Editor’s Note: Brian Mosley from Bloomfield/Farmington, New Mexico, in the northwestern corner of New Mexico, says, “What I like about where I live is I’m 55 miles from Colorado, 1-1/2 to 2 hours from Utah and a 1 hour, 15 minute drive from Arizona. I can drive to any one of these states, hunt elk and drive home after the hunt. Plus, if I take an elk, I can get it back home quickly. Another advantage about where I live in New Mexico is in Colorado that has some of the most elk in the western states, I can buy an over-the-counter elk tag.” Mosley has been hunting elk for 17 years and has taken 15 elk – 98% of those with his bow. Mosley’s an avid elk hunter but also enjoys being a football and track coach, as well as a strength-and-conditioning coach for students at the junior high and Bloomfield Senior High schools. For Mosley, the challenge of the mountains and hunting elk in high terrain is just another day’s workout, and he enjoys wearing Mossy Oak’s Country and Brush patterns www.mossyoak.com.

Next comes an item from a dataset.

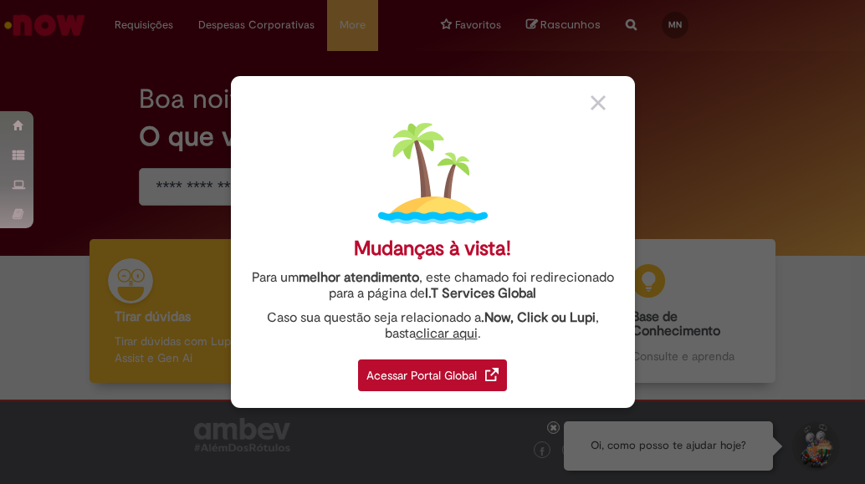 The width and height of the screenshot is (865, 484). Describe the element at coordinates (538, 318) in the screenshot. I see `strong: .Now, Click ou Lupi` at that location.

Three years ago I was hunting in central New Mexico in the Santa Fe Forest and Wilderness Area. I had picked out my hunt site from a map that showed a trail going deep into the woods to a high peak. From the map, I saw that I could look down into several different parks (meadows) below the peaks. Since I wanted to get away from the crowd, I put a quality pack on my back and hiked 4-1/2 miles in before I started hunting on this day. All along the trail that I used to get to my hunt site, I saw plenty of elk sign. Just before I got to the peak where I was going to look for elk, I cleaned myself up and tried to get rid of as much human odor as I could. Then I slowly and quietly walked a little farther to glass the parks for elk.

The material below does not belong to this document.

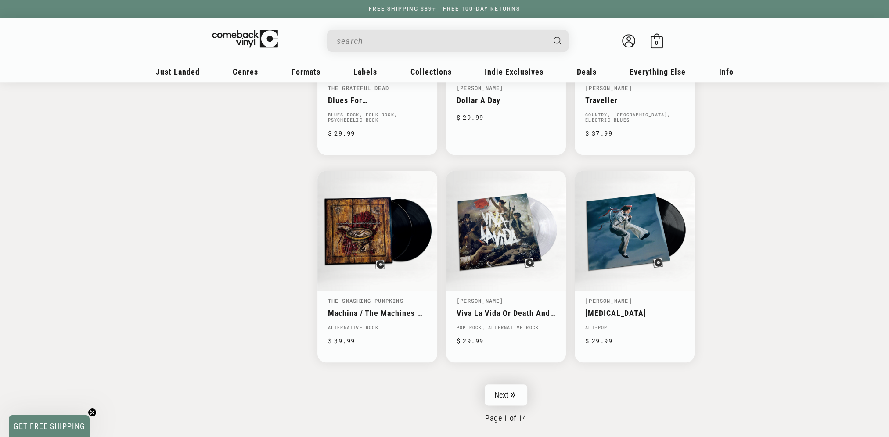 The width and height of the screenshot is (889, 437). Describe the element at coordinates (358, 88) in the screenshot. I see `a: The Grateful Dead` at that location.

My goal was to hunt that afternoon. Even if I didn’t take an elk, at least I’d would know where to start the next morning. That evening I failed to locate any elk. Before I went to hunt, I had set-up camp just inside a group of trees. So, as darkness approached, I worked my way back to my campsite. That evening I didn’t build a fire but ate and went to sleep. I was awakened by elk bugling all around me at 4:30 am. Of course I couldn’t sleep – not only due to the bugling, but also because I was excited knowing that I might have several bulls to hunt. In the dark, I got to a place where I thought I could call in a bull. At 6:30 am, I started calling.

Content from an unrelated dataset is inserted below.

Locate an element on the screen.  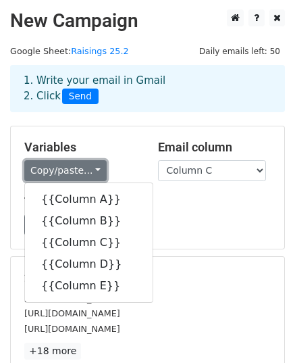
h2: New Campaign is located at coordinates (147, 21).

When I call to bulls, I use several different types of cow calls to sound like a herd of cows, instead of just one lonely, lonesome cow. I had gone back to the same place I had hunted the evening before. As soon as I started calling, I saw four different bulls coming to me. I had set-up a Montana Decoy Company’s decoy (https://www.montanadecoy.com/), so that the bull’s attention would be focused on the decoy, instead of looking for me. I’ve found that when you hunt by yourself, you lose the advantage of having another hunter set-up behind you and trying to call the elk past you. So, I like to use a Montana Decoy Company’s cow elk decoy when I’m solo hunting for two reasons:
1) The bull elk will assume that the decoy is one of the cows that’s been calling to him, and he’ll be looking at the decoy as he comes in to calling.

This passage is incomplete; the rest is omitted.